The last time I visited was with the girls, and we went early—very early—which I now recognize as the only correct choice. This time, the museum was packed. Not with art lovers, but with people staging elaborate selfies in front of Van Gogh’s brushstrokes, angling themselves just-so while giving death stares to anyone who dared walk through the frame.

It was, quite frankly, a terrible viewing experience—unless you’re into watching tourists emotionally unravel while failing to get the perfect picture of a picture. I was already pushing it with Chad by dragging him through another art museum, and this one didn’t even have the decency to be fun. We did a quick lap. The cheese from yesterday whispering to me from memory. I needed a nap.

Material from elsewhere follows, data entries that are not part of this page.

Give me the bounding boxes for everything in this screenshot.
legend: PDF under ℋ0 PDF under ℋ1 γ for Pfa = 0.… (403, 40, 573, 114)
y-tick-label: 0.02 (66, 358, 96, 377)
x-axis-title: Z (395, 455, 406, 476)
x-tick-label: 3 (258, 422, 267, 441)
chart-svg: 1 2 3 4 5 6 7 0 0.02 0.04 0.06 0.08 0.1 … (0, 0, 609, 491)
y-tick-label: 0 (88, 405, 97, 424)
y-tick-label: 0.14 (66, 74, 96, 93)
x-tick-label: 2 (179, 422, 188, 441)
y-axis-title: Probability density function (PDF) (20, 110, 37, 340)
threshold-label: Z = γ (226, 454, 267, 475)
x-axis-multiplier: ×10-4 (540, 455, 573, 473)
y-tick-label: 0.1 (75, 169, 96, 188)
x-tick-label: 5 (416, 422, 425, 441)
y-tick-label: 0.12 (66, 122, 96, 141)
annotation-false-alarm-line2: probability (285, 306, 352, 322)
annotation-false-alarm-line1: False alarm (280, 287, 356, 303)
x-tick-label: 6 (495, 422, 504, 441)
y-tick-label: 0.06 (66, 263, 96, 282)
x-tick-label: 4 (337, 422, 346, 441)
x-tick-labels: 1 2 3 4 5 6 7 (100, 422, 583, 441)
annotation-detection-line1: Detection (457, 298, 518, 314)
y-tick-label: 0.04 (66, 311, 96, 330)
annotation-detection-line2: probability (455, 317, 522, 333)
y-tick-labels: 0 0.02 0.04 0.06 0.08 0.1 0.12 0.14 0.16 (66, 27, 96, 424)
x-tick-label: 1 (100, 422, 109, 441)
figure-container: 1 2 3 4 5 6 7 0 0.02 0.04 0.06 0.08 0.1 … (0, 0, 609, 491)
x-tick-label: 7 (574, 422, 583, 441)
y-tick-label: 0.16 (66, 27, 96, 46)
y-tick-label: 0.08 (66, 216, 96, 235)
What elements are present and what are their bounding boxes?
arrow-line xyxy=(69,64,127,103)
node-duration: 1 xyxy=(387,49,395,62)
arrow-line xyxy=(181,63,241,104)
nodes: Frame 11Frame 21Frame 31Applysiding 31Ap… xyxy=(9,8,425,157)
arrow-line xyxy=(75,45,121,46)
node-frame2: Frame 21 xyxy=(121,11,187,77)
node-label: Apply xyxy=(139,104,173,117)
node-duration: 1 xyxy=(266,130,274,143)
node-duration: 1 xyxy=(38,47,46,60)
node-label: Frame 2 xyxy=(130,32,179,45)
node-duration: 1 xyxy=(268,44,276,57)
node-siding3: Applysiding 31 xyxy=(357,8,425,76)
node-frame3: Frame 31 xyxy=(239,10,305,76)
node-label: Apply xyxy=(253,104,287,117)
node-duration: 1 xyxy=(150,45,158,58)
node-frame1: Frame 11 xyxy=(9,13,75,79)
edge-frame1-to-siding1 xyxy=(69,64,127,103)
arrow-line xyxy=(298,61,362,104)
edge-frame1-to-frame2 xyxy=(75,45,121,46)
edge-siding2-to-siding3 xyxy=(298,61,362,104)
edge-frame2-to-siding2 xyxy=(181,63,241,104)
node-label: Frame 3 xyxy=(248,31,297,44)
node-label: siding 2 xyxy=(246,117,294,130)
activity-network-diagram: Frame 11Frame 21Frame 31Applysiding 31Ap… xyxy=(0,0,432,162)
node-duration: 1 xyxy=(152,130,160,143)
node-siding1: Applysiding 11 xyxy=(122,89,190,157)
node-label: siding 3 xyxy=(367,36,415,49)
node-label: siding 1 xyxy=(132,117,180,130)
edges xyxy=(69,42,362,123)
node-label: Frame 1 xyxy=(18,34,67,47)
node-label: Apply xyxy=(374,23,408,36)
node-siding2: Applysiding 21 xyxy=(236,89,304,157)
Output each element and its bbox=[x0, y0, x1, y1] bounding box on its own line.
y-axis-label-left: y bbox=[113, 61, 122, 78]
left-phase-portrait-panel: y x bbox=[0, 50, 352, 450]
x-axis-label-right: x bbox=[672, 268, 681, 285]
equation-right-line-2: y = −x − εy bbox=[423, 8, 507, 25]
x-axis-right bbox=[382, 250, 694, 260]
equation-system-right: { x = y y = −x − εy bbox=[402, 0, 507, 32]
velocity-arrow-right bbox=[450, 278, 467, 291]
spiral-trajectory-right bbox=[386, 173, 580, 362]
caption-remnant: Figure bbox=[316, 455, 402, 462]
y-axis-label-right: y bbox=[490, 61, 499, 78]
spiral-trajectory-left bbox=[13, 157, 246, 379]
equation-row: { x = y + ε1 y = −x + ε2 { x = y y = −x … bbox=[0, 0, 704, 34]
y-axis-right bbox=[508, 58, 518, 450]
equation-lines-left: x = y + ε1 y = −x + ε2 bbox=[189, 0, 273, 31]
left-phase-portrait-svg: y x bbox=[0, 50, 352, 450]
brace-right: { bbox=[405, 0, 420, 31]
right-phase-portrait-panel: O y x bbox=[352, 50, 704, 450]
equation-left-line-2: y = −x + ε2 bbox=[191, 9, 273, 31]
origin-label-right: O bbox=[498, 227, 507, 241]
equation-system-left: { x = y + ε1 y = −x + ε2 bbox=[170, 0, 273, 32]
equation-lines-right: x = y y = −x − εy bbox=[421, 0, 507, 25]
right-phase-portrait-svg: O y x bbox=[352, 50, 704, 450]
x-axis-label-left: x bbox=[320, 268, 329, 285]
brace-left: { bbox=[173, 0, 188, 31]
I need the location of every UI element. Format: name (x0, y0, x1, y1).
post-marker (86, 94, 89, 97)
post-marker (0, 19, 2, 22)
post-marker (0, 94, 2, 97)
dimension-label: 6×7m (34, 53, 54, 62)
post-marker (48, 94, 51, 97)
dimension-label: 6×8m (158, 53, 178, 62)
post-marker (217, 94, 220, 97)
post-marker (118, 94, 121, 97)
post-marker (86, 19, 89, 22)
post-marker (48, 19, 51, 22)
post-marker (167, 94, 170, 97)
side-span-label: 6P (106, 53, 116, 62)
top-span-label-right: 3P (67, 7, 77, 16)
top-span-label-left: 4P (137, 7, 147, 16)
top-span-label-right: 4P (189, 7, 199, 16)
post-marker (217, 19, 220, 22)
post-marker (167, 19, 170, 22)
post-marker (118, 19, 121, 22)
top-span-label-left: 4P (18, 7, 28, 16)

Thankfully, there was dinner to look forward to. Earlier that day, Romain had mentioned his favorite restaurant in Paris: Frenchie Pigalle. Chad called and snagged a reservation. They were very clear: we had to be out by 9 p.m., which confused me at first—I was hoping to be asleep by 9 p.m. “Not a problem,” as if I weren’t fantasizing about putting on sweatpants at that very moment.

After my nap—reviving, divine—I asked Chad if we could go early. He said they didn’t open until 6:30. We had the first reservation. It turns out middle-aged Americans and Parisian dining hours are fundamentally incompatible.

Dinner was excellent. Truly. If you get a chance to go, take it and I recommend the seam bream ceviche, garden pea anglonotti, and the herbaceous tartare. All quite striking in a presumptuous Parisian sort of way. 

In Paris, every dinner comes with a show. The tables are set specifically to watch the goings on outside. We had a motorcycle cop blocking the street to anything motorized for some reason. Bike with a dad and kid, have at it. Scooter with a uber eats delivery— forget about it. Whatever emergency having passed, the motorcycle cop scooted away and the pulse of traffic resumed. 

We did have our first French bulldog sighting today. Normal level of cuteness for the breed. I wonder if they just call them “bulldogs” in France, because honestly there are all French here— like Chinese food in China is just called food. 

Afterward, we strolled to the Metro. The city had thinned out. Maybe it was the late hour, or the fact that we were slightly outside the tourist zone, but for once I had a feeling: this could be it.

Sure enough, two men were sitting across from us on the train. One looked up. We made eye contact. There was a flicker of recognition, a soft smile, a slight nod. Nothing dramatic—just a moment.

It felt like acceptance, if only for a second.